NEW DELHI - Public outrage in India over the devastating Mumbai attacks was fuelled on Monday by fresh reports that clear warnings of a coming assault were ignored.
The Hindustan Times said intelligence agencies had precise information at least 10 months ago that the Pakistan-based militant group Lashkar-e-Taiba was planning an attack on Mumbai’s five-star hotels.The information was provided by a Lashkar militant arrested in northern India in February, the Times said, citing one of his interrogators.
The interrogator said the captured operative had stayed at a guesthouse in Mumbai at the end of last year and “surveyed each floor” of the luxury hotels targeted in last week’s attacks, the Taj Mahal and the Oberoi/Trident.
He had also disclosed that any attack would probably come from the sea.The Islamist gunmen who launched their assault on Wednesday evening slipped into Mumbai in two dinghies. As well as the two hotels, their targets included Mumbai’s main train station, a hospital and a Jewish cultural centre.
By the time Indian commandos had shot the last remaining militants dead 60 hours later, 170 people had been killed. Initial suspicions have focused on the Lashkar-e-Taiba.
With the Indian media baying for accountability, interior minister Shivraj Patil resigned on Sunday after “owning moral responsibility” for the attacks, and several other senior politicians have offered to step down.
According to the Times of India, the Intelligence Bureau told India’s National Security Council in September that the Taj hotel could be a target and another advisory on November 12 said that an attack would come from the sea.Citing sources in RAW, India’s military intelligence wing, the Times said telephone intercepts in which the leader of Lashkar-e-Taiba could be heard saying the “cargo is on its way” had been passed on to the navy and coast guard on November 18.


■ What this task involves ■
An image-free, word-for-word version of the records below is to be returned.
----- Data section -----
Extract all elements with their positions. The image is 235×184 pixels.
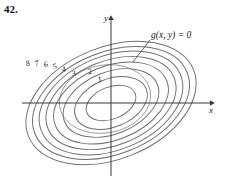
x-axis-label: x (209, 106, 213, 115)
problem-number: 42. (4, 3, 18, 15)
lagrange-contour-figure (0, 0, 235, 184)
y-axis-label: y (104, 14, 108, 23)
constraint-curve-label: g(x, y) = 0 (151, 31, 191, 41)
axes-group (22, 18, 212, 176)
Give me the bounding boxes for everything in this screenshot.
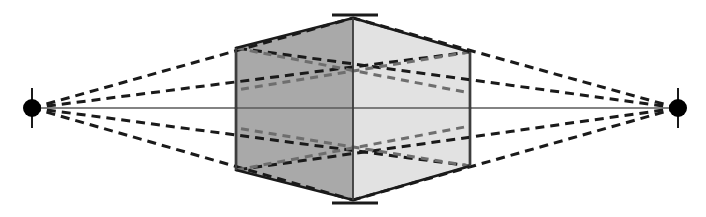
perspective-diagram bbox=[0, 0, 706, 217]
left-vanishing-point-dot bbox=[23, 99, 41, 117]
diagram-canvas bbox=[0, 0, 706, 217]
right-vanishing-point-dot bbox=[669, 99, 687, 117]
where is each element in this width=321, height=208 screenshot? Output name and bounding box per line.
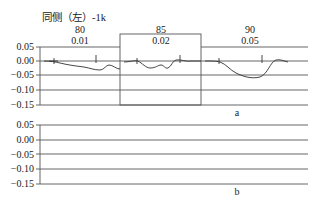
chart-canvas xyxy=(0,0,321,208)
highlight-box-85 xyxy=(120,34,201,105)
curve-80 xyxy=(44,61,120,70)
-----
■ Result of the exercise ■
Extract all elements with their positions. The image is 235×184 pixels.
x-axis-label: x (209, 106, 213, 115)
problem-number: 42. (4, 3, 18, 15)
lagrange-contour-figure (0, 0, 235, 184)
y-axis-label: y (104, 14, 108, 23)
constraint-curve-label: g(x, y) = 0 (151, 31, 191, 41)
axes-group (22, 18, 212, 176)
Give me the bounding boxes for everything in this screenshot.
perspective-diagram bbox=[0, 0, 706, 217]
left-vanishing-point-dot bbox=[23, 99, 41, 117]
diagram-canvas bbox=[0, 0, 706, 217]
right-vanishing-point-dot bbox=[669, 99, 687, 117]
where is each element in this width=321, height=208 screenshot? Output name and bounding box per line.
chart-canvas xyxy=(0,0,321,208)
highlight-box-85 xyxy=(120,34,201,105)
curve-80 xyxy=(44,61,120,70)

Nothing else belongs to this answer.